In class on Tuesday, May 2, 2010, we discussed the fact that Henry James, particularly in his novel The Portrait of a Lady, leaves a great deal unsaid. He chooses not to include in the novel several scenes in which his characters make important decisions, but instead references those decisions later, never having explored the nature of how they came about. Some of my classmates were very much against this idea, or felt cheated by the fact that James did not feel it necessary to provide them with all of the information pertaining to his story. Other classmates were intrigued, or even pleased by the fact that he left such a great deal up to the imagination of the reader.

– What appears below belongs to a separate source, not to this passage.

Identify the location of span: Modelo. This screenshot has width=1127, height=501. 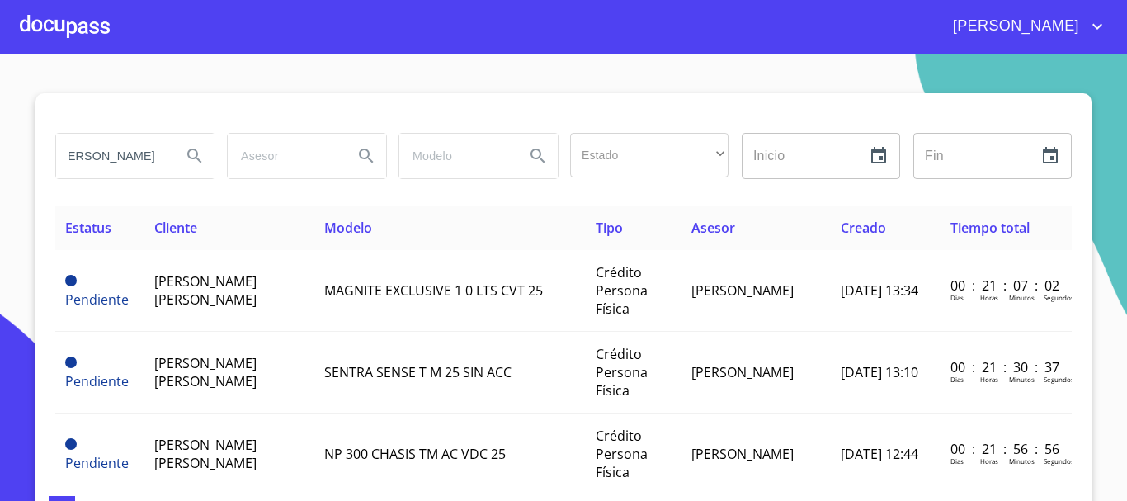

The following short story features Pansy and Lord Warburton, two of the secondary characters from The Portrait of a Lady, engaged in somewhat awkward conversation. Later in the novel, Henry James’ Pansy will indicate to Isabel, her stepmother, that she understands Lord Warburton’s motives and his desires well enough to be satisfied with both. In James’ novel, this understanding of Pansy’s is never explained. We, the readers, never see any interactoin between Pansy and Warburton which leads either of them to draw a final conclusion about the other. I hope, through this exploratory short story, to bring the reader to a better understanding of why Warburton feels the way tha he does, who Pansy really is, and then to examine what that knowledge provides for the reader. Questions to consider while reading this short story include; how does this scene change your perception of Isabel, and of the characters in the story who do not appear here?Does having read this scene make the narrator a more reliable, or a less reliable one? What parts of the book feel clearer after reading this short story, and does that clarity change your perception of or sympathy towards any of the characters involved? Do you prefer the novel with or without this inserted short story. The intention is for you to consider the merits of further exposition and character development, and not to pay too much attention to the fact that I wrote the story. For the sake of the literary experiment, pretend that I'm Henry James. It might take some doing, but I have faith in you.

 

a pretty little doll at a piano. You'll get the significance of this if you keep reading.

 

Doll

by aseidman

Based on The Portrait of a Lady, by Henry James

 

Pansy, thought Lord Warburton, a little against his conscious will, did not play the piano so very well. That afternoon he came upon her, seated at the instrument, sitting rigidly and correctly on the bench and plying the keys perfectly with her delicate little fingers. It wasn’t that she was out of tune, he decided, or that she couldn’t seem to get the notes right. On the contrary, she seemed almost not to have to look at the music, and had apparently memorized the song to her heart. She played, however, not from that heart, but entirely from her head, adding no hint of her own musicality, her own spirit or inclination towards the piece at all. Instead, Pansy played with exquisitely plain perfection, exactly the way the composer would have desired his music to be read. Even her posture was the right combination of attentive and absorbed, and yet Warburton did not feel as though she found anything truly captivating about her present employment. Instead, she was performing a role, a role which she had learned by rote in very much the same way, no doubt, as she had learned this charming little piece of music.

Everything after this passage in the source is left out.